Another thing to consider is when we need to mark them as Unschedulable. Eg. 
tryPreemption() succeeded, do we still need new nodes? This can addressed in a 
separate JIRA.

This issue also shows up during performance testing. Since we submit a lot of 
pods to Yunikorn, {{Scheduler.inspectOutstandingRequests()}} finds&collects 
them and subsequently generates a lot of API server updates. This is a special 
edge case, but on busy clusters, something similar can happen.

*Ticket scope:*
- Mark asks if they have been attempted to be scheduled. Collect those which 
are marked.
- Mark asks as soon as they've been updated to Unschedulable. Next time, don't 
collect these. Headrooms should still be calculated.


  was:
In every second, we collect "outstanding requests", ie those which cannot be 
scheduled.

Problem is, the scheduling cycle might not even tried to schedule those pods. 
If that's the case, we mistakenly set them to "Unschedulable", which can 
trigger autoscaling if the cluster autoscaler happens to run at the beginning 
of the next scan interval.

Another thing to consider is when we need to mark them as Unschedulable. Eg. 
tryPreemption() succeeded, do we still need new nodes? This can addressed in a 
separate JIRA.

This issue also shows up during performance testing. Since we submit a lot of 
pods to Yunikorn, {{Scheduler.inspectOutstandingRequests()}} finds&collects 
them and subsequently generates a lot of API server updates.

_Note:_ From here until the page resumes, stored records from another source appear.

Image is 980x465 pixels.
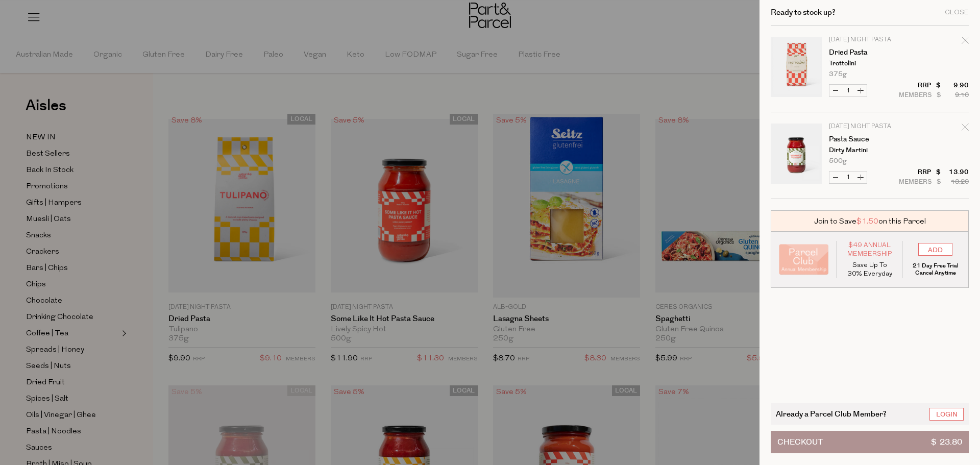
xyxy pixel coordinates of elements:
span: 375g [829,71,847,78]
div: Remove Pasta Sauce [962,122,969,136]
div: Remove Dried Pasta [962,35,969,49]
a: Pasta Sauce [829,136,908,143]
div: Join to Save on this Parcel [771,210,969,232]
input: QTY Pasta Sauce [842,171,855,183]
input: QTY Dried Pasta [842,85,855,96]
input: ADD [919,242,952,256]
div: Close [945,9,969,16]
p: Trottolini [829,60,908,67]
p: [DATE] Night Pasta [829,37,908,43]
span: $1.50 [856,215,878,226]
a: Dried Pasta [829,49,908,56]
h2: Ready to stock up? [771,9,836,16]
a: Login [930,407,964,421]
span: 500g [829,158,847,164]
p: Save Up To 30% Everyday [845,260,894,278]
span: $ 23.80 [931,431,962,452]
span: Already a Parcel Club Member? [776,407,886,419]
p: [DATE] Night Pasta [829,123,908,130]
span: $49 Annual Membership [845,241,894,258]
p: 21 Day Free Trial Cancel Anytime [910,262,961,277]
span: Checkout [777,431,823,452]
p: Dirty Martini [829,147,908,153]
button: Checkout$ 23.80 [771,431,969,453]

This is a special 
edge case, but on busy clusters, something similar can happen.



> Don't collect requests that hasn't been scheduled yet or already triggered 
> scale up
> -----------------------------------------------------------------------------------
>
>                 Key: YUNIKORN-2212
>                 URL: https://issues.apache.org/jira/browse/YUNIKORN-2212
>             Project: Apache YuniKorn
>          Issue Type: Sub-task
>          Components: core - scheduler
>            Reporter: Peter Bacsko
>            Assignee: Peter Bacsko
>            Priority: Major
>              Labels: pull-request-available
>         Attachments: outstandingRequests-1.png
>
>
> In every second, we collect "outstanding requests", ie those which cannot be 
> scheduled.
> Problem is, the scheduling cycle might not even tried to schedule those pods. 
> If that's the case, we mistakenly set them to "Unschedulable", which can 
> trigger autoscaling if the cluster autoscaler happens to run at the beginning 
> of the next scan interval.
> Another thing to consider is when we need to mark them as Unschedulable. Eg. 
> tryPreemption() succeeded, do we still need new nodes? This can addressed in 
> a separate JIRA.
> This issue also shows up during performance testing. Since we submit a lot of 
> pods to Yunikorn, {{Scheduler.inspectOutstandingRequests()}} finds&collects 
> them and subsequently generates a lot of API server updates. This is a 
> special edge case, but on busy clusters, something similar can happen.
> *Ticket scope:*
> - Mark asks if they have been attempted to be scheduled. Collect those which 
> are marked.
> - Mark asks as soon as they've been updated to Unschedulable. Next time, 
> don't collect these. Headrooms should still be calculated.